The home of architecture and design in the Asia-Pacific

Get the latest design news direct to your inbox!

Putting the Future to Work

The winners of the Iken Awards 2008 have been announced in Sydney.

Putting the Future to Work


BY

August 27th, 2008


Four Australian designers have taken out the top awards in the 2008 Workstation of the Future design competition.

The Awards Night, attended by over 200 members of the design community, featured an exhibition of 60 short-listed entries and the launch of Iken’s new workstation.

Glenn Bevan (for the INFINITY DESIGN WORKSTATION) and Lorrin Windahl (for ERUG) both took out the major prize in the Australian Professional Innovation Category, winning a 10-day trip to Europe, The Netherlands and Japan and Orgatec 08 in Cologne.

Iken received over 135 local and international entries to this year’s competition. Of those short-listed six received the winning prize for their category with seven earning a ‘highly commended’ award.

“Designing a workstation for the future is a very challenging undertaking,” says judge, Brandon Gien (General Manager, Design and Communications, Standards Australia & Executive Director, Australian International Design Awards)

“The entries this year not only met the challenging brief set by Iken, but went above and beyond it – making the job of judging all that more interesting and challenging.”

 

AUS/NZ/FIJI

PROFESSIONAL INNOVATION Glenn Bevan – Infinity Design Development (QLD)
PROFESSIONAL INNOVATION Lorrin Windahl – Cobalt Niche (VIC)

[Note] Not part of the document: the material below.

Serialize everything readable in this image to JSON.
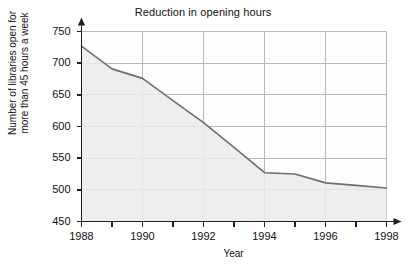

STUDENT INNOVATION Ferry Tantono – University of Technology Sydney (NSW)
STUDENT SUSTAINABILITY Liam Mugavin – University of South Australia (SA)

INTERNATIONAL

INT. PROFESSIONAL Diego Zavala Figueroa – Elemental Studio Design (Mexico)
INT. STUDENT Carsten Oster Nielsen – Aalborg University (Denmark)

Highly commended –

AUS/NZ/FIJI

STUDENT INNOVATION Paul Conley – University of Technology Sydney (NSW)
STUDENT SUSTAINABILITY Serena Holloway – Griffith University (QLD)

INTERNATIONAL

PROFESSIONAL Jessica Lamb & Britney Bishop – Lyall Design Architects
STUDENTS Alan Lu – University of California Berkeley
Monica Undarsa – Universitas Pelita Harapan
Martin Necas – Aalborg University
Kristian Villadsen – Aalborg University

 

For more info visit the Iken website. Or visit our galleries for the awards night action.

Hero Image – Glenn Bevan

 

 

Lorrin Windahl

 

Carsten Oster Nielsen

 

Paul Conley

 

Monica Undarsa

 

 

Liam Mugavin

 

 

Alan Lu

 

 

Diego Zavala Figueroa

 

INDESIGN is on instagram

Follow @indesignlive


The Indesign Collection

A searchable and comprehensive guide for specifying leading products and their suppliers


Indesign Our Partners

Keep up to date with the latest and greatest from our industry BFF's!

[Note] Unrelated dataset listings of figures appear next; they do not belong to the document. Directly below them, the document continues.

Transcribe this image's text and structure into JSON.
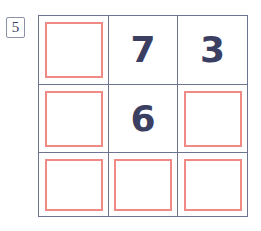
{
  "badge": {
    "label": "5"
  },
  "grid": {
    "rows": 3,
    "cols": 3,
    "border_color": "#6e738f",
    "placeholder_color": "#ef8a85",
    "digit_color": "#3b4062",
    "background_color": "#ffffff",
    "cells": [
      {
        "id": "r1c1",
        "type": "placeholder",
        "value": ""
      },
      {
        "id": "r1c2",
        "type": "digit",
        "value": "7"
      },
      {
        "id": "r1c3",
        "type": "digit",
        "value": "3"
      },
      {
        "id": "r2c1",
        "type": "placeholder",
        "value": ""
      },
      {
        "id": "r2c2",
        "type": "digit",
        "value": "6"
      },
      {
        "id": "r2c3",
        "type": "placeholder",
        "value": ""
      },
      {
        "id": "r3c1",
        "type": "placeholder",
        "value": ""
      },
      {
        "id": "r3c2",
        "type": "placeholder",
        "value": ""
      },
      {
        "id": "r3c3",
        "type": "placeholder",
        "value": ""
      }
    ]
  }
}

Alex Bain on finding his anchor in Herman Miller’s Aeron Chair

Alex Bain on finding his anchor in Herman Miller’s Aeron Chair

In the last instalment of our three-part performance seating series, Alex Bain from Architectus explains why sitting well shouldn’t feel like sitting at all and explores an unexpected success metric of the hybrid workplace: the grounding power of emotional support.

A collective vision: The whimsical workplace with Intuit, COX and MillerKnoll

A collective vision: The whimsical workplace with Intuit, COX and MillerKnoll

Stepping into Intuit’s Sydney workplace certainly doesn’t feel like walking into an office. Why? In this film, we discover that, when joy takes precedence as a design driver, even a high-performing commercial CBD headquarters can feel like an intuitive wonderland that invites employees to choose their own adventure.

Dale O’Brien on sitting easy with Herman Miller’s Verus Chair

Dale O’Brien on sitting easy with Herman Miller’s Verus Chair

In the first instalment of our three-part series exploring what it means to sit your best, we pose the question to Gray Puksand’s Dale O’Brien, who discusses the importance of ease and majority rule when it comes to sitting and reveals why specifying a task chair is not unlike choosing a Volvo.

Michael Drescher and Jacob Olsen on finding the sweet spot with Herman Miller’s Sayl Chair

Michael Drescher and Jacob Olsen on finding the sweet spot with Herman Miller’s Sayl Chair

In the second instalment of our performance seating three-parter, we turn to DKO’s Michael Drescher and Jacob Olsen to peek behind Sayl’s confident architectural form and explore the ideas of inclusivity, adaptability and freedom to move as hallmarks of what sitting your best actually means.